Takes raw routes and applies preference weights to score them
AI agents call compare_options to retrieve information from TravelChecker without modifying anything — typically the context-gathering step in research, monitoring, and reporting workflows, before the agent takes action elsewhere.
The tool performs a pure data transformation and comparison function—it reads routes, applies weights, and produces scored output. There are no side effects, no data modification, no external execution, and no irreversible actions. This is a classic Read operation: retrieval and analysis of data with no side effects.
From the tool's definition Tool 'compare_options' takes raw routes and applies preference weights to score them. This is a computational operation that reads input data (routes and weights), performs scoring calculations, and returns results without modifying, deleting, or executing…
Attacks that exploit this kind of access
Takes raw routes and applies preference weights to score them. It is categorised as a Read tool in the TravelChecker MCP Server, which means it retrieves data without modifying state.
Register the TravelChecker MCP server in PolicyLayer and add a rule for compare_options: allow, deny, rate-limit, or require approval. Point your MCP client at the PolicyLayer proxy URL and the rule is enforced on every call, before it reaches TravelChecker. Nothing to install.
compare_options is a Read tool with low risk. Read-only tools are generally safe to allow by default.
Yes.
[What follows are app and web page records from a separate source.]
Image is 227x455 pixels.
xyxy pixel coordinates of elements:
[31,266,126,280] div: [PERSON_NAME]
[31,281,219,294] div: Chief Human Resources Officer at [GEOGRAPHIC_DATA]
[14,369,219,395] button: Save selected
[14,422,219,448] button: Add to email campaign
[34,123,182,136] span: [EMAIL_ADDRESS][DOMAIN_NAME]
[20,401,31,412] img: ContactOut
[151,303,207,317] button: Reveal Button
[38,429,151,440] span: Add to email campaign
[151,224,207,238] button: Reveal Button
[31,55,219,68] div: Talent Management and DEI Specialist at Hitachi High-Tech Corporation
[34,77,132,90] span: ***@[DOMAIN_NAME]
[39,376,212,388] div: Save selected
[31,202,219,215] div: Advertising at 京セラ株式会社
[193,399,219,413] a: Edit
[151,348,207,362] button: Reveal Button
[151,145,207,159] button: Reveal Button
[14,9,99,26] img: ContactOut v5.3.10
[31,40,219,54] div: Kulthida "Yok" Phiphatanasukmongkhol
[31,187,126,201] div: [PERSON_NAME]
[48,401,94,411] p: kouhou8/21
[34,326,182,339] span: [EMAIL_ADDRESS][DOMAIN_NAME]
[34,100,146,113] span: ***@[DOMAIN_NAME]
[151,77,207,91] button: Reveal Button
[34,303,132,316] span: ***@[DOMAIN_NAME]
Add a rate_limit block to the compare_options rule in your PolicyLayer policy. For example, setting max: 10 and window: 60 limits the tool to 10 calls per minute. Rate limits are tracked per agent session and reset automatically.
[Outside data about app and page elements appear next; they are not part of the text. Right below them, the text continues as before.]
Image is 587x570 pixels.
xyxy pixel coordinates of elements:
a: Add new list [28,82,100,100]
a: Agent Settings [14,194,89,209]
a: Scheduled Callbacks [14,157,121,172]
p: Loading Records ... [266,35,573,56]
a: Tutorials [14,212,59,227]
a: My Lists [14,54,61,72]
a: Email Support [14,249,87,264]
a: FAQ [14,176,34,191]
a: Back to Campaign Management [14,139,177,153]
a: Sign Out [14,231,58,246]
Set action: deny in the PolicyLayer policy for compare_options. The AI agent will receive a policy violation error and cannot call the tool. You can also include a reason field to explain why the tool is blocked.
compare_options is provided by the TravelChecker MCP server (tharun99856/travelchecker). PolicyLayer sits as a proxy in front of this server to enforce policies before tool calls reach the server.
Every MCP server has a record like this.
Type a name, get the same breakdown: verified identity, auth posture, risk grade, capabilities, recommended policy.